Trump pulls the plug on WHO, climate accord on first day

Published January 22, 2025
President Donald Trump holds an executive order he signed during the inaugural parade inside Capital One Arena. — Jim Watson/AFP
President Donald Trump holds an executive order he signed during the inaugural parade inside Capital One Arena. — Jim Watson/AFP

• New president signs raft of orders, withdrawing birthright citizenship, ending sanctions against West Bank settlers
• Pardons around 1,500 imprisoned for Capitol Hill attack four years ago; backs out of OECD tax regime

WASHINGTON: On the first day of his new term, President Donald Trump signed orders ranging from climate to immigration, along with sweeping pardons for nearly all of those charged with storming the capital on January 6, 2021.

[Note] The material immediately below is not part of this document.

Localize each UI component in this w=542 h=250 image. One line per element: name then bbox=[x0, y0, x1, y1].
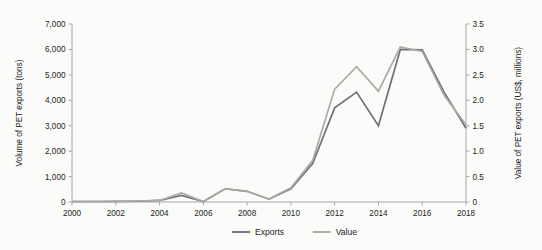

In the Oval Office, Trump signed an order revoking birthright citizenship. But automatic US citizenship to people born in the country is enshrined in the Constitution, and Trump’s action is certain to face a legal challenge.

He also revoked sanctions against violent Israeli settlers in the occupied West Bank, accused of abuses against Palestinians, undoing an unprecedented action taken by the Biden administration.

Some of his orders delivered on promises he made during the 2024 campaign — such as a withdrawal from the Paris climate deal. But others, like the withdrawal from the World Health Organisation (WHO), had not been expected.

Trump accused the global health agency of mishandling the Covid-19 pandemic and other international health crises, saying it failed to act independently from the “inappropriate political influence of WHO member states” and required “unfairly onerous payments” from the US that were disproportionate to the sums provided by other, larger countries, such as China.

The move sets a 12-month notice period for the US to leave the United Nations health agency and stop all financial contributions to its work. The US is by far the WHO’s biggest financial backer, contributing around 18pc of its overall funding. WHO’s most recent two-year budget, for 2024-2025, was $6.8 billion.

The US departure is likely to put at risk programmes across the organisation, accor­ding to several experts both inside and outside the WHO, notably those tackling tuberculosis, as well as HIV/AIDS and other health emergencies.

Another order requires federal workers to return to the office full-time, with Trump seeking to undo most of the work-from-home allowances that flourished during the Covid-19 pandemic.

President Trump also, once again, withdrew the US from the Paris climate deal, removing the world’s biggest historic emitter from global efforts to fight climate change for the second time in a decade.

The move reflects Trump’s skepticism about global warming, which he has called a hoax, and fits in with his broader agenda to unfetter US oil and gas drillers from regulation so they can maximise output.

Trump signed the executive order withdrawing from the pact in front of supporters gathered at the Capital One Arena in Washington, saying “I’m immediately withdrawing from the unfair, one-sided Paris climate accord rip-off,” before signing the order.

As he rattled off executive orders, his first round of presidential pardons saw his supporters, who attacked the US Capitol four years ago, begin to leave prison on Tuesday.

The Republican president’s pardon of 1,500 defendants on Monday evening, hours after he took the oath of office, drew outrage from lawmakers who were endangered and from some of the 140 police officers injured in the attack on Jan. 6, 2021.

One of Trump’s fellow Republicans, Senator Thom Tillis, said pardoning rioters who assaulted police sent a wrong message.

Also on Tuesday, Trump’s decision to withdraw from a global minimum tax agreement on his first day in office has unnerved EU officials, who expressed “regret” over the move. He pulled out of the Organization for Economic Co-operation and Development’s (OECD) global tax deal, signed by close to 140 countries, which levied a 15 percent minimum tax on corporate profits.

The executive order also requires officials to “investigate” whether countries had or planned to implement rules “that are extraterritorial or disproportionately affect American companies,” and to draw up recommendations for retaliatory measures within 60 days.

The prospect of retaliatory measures threatens to embroil the United States in a messy fight over taxes with its closest allies at the same time the administration is also weighing imposing additional sanctions.